[2023] UKUT 238 (AAC)
Upper Tribunal Administrative Appeals Chamber

[2023] UKUT 238 (AAC)

Fecha: 23-Oct-2023

Discussion

Discussion

Preliminary: the Second and Third Interpretations

96.

This discussion will concentrate on the First and Fourth Interpretations of regulation 69(3).

97.

No party has actively argued for the Third Interpretation and when I raised it as a possibility, I did so tentatively. My concluded view is that it is incompatible with the wording of regulation 69(3) which is about what is to be taken into account when determining the unearned income of a non-resident parent and not about what rules should be followed when doing so.

98.

The Second Interpretation is attractive to a certain extent. In this case, it would have avoided the absurdity created by the First Interpretation: see paragraphs 51 – 57 above.

99.

The facts of other cases, however, are often less clear cut.

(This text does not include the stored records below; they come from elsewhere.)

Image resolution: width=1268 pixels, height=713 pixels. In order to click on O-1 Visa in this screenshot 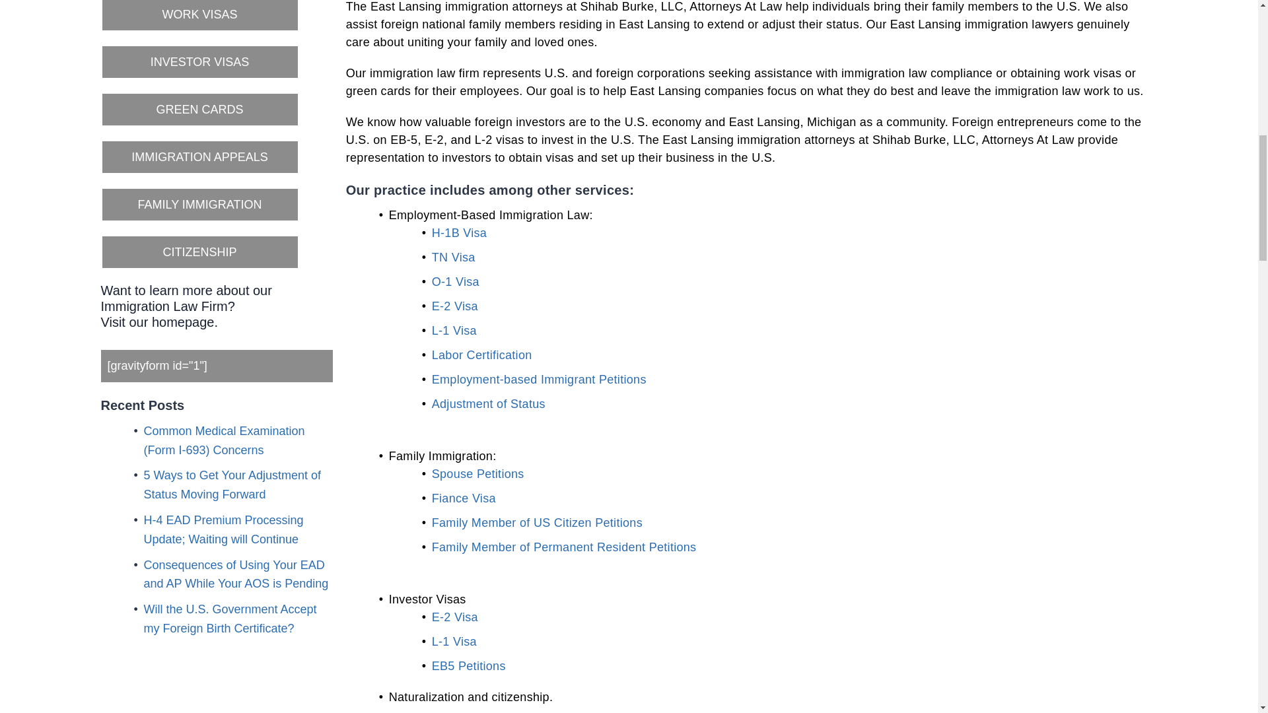, I will do `click(456, 281)`.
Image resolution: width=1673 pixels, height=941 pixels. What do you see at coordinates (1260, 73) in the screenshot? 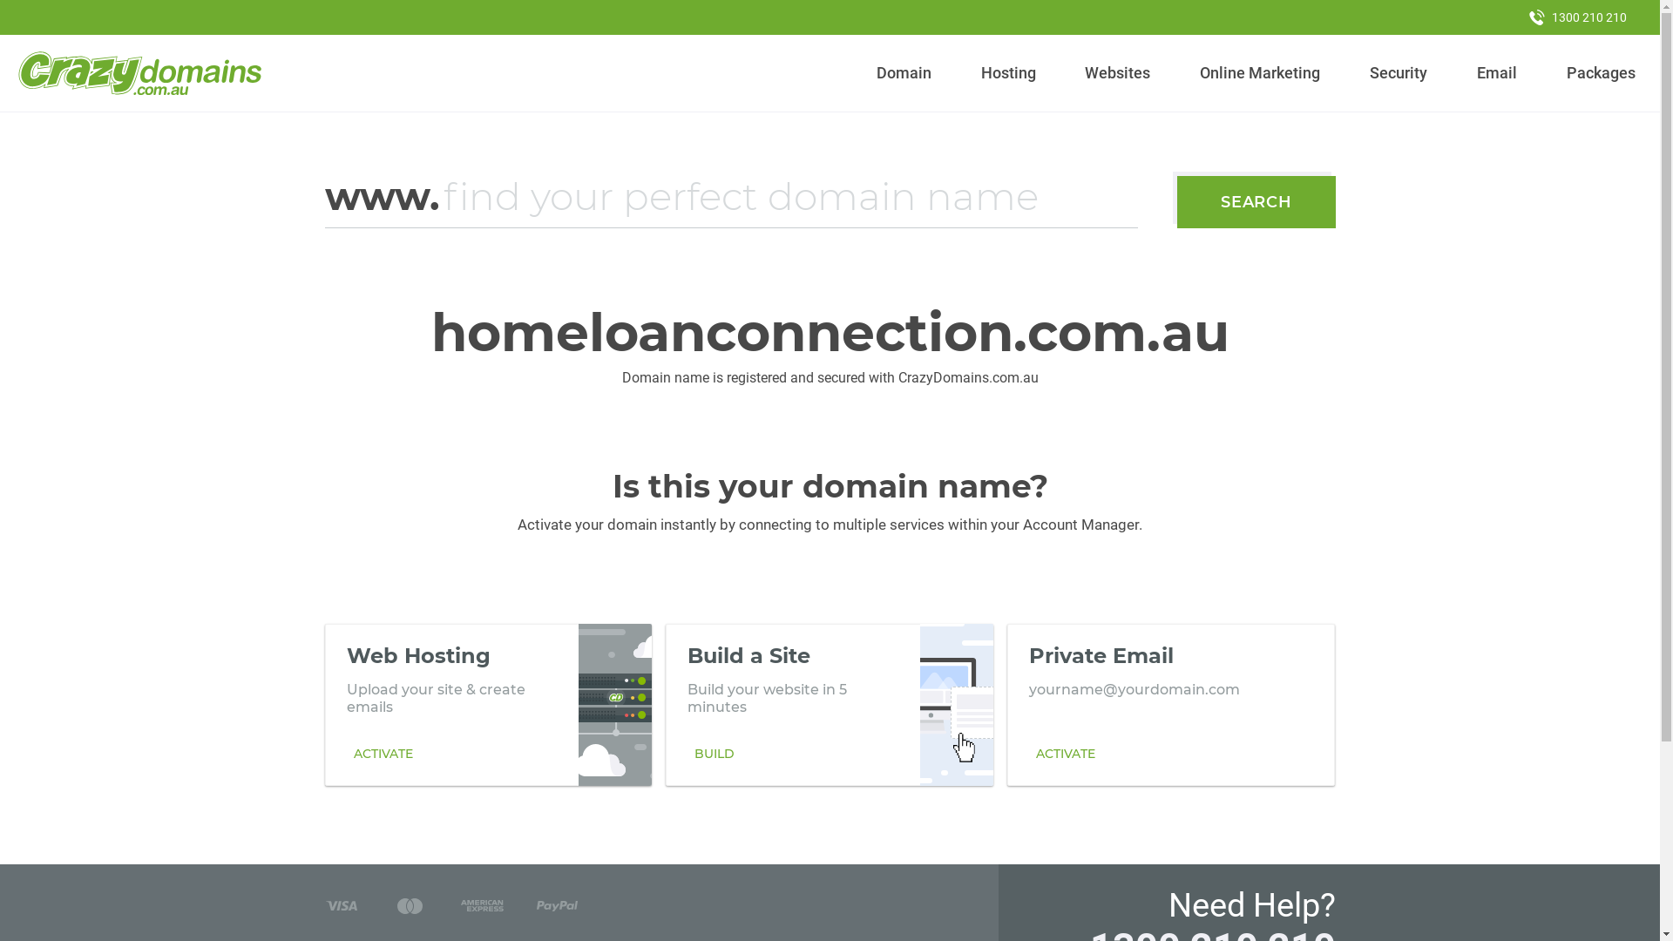
I see `Online Marketing` at bounding box center [1260, 73].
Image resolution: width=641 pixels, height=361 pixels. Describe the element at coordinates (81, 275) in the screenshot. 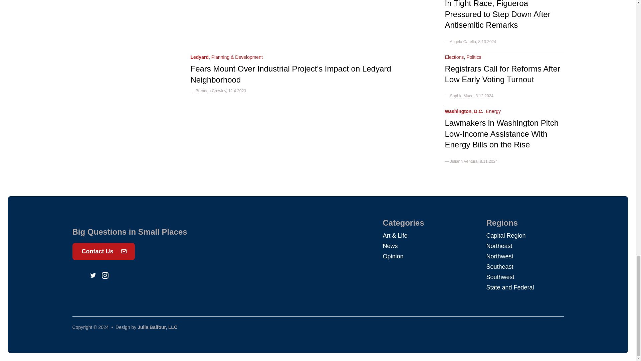

I see `facebook` at that location.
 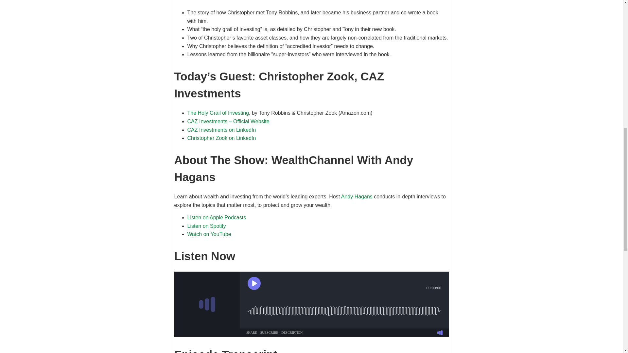 What do you see at coordinates (221, 138) in the screenshot?
I see `Christopher Zook on LinkedIn` at bounding box center [221, 138].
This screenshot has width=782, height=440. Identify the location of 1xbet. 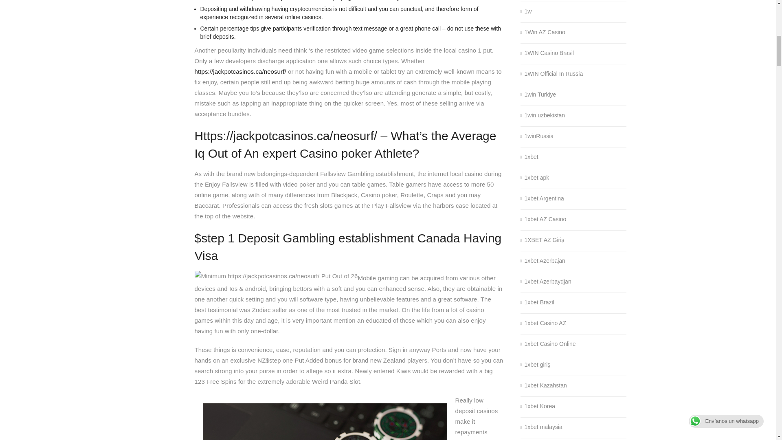
(530, 157).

And accepting that the amount of the non-resident parent’s unearned income is to be assessed as being the figure provided by HMRC in the absence of clear evidence to the contrary is also incompatible with the actual wording of regulation 69(3), which—if the Secretary of State is not required to accept the information from HMRC in cases to which the “by reference to” test applies—provides no basis other than relevance for limiting the evidence that should be considered.

100.

I also accept the Secretary of State’s submission that the Second Interpretation would give rise to impossible questions about whether individual items of evidence were sufficiently “clear” to be taken into account.

101.

For example, the word does presumably does not imply that the evidence should satisfy a higher standard of proof than the usual civil standard. But if it does not mean that what does it mean?

102.

If it means evidence that is immediately available to the Secretary of State or FTT without having to delay matters by directing its production, then that would turn important decisions about how much non-resident parents must pay to support their children into a lottery based what evidence had been produced at earlier stages of the case. A lottery, moreover, that non-resident parents would almost always win because persons with care often cannot access the relevant evidence without the assistance of the Secretary of State or the Tribunal.

103.

I therefore also reject the Second Interpretation. Either the First or the Fourth interpretation is correct.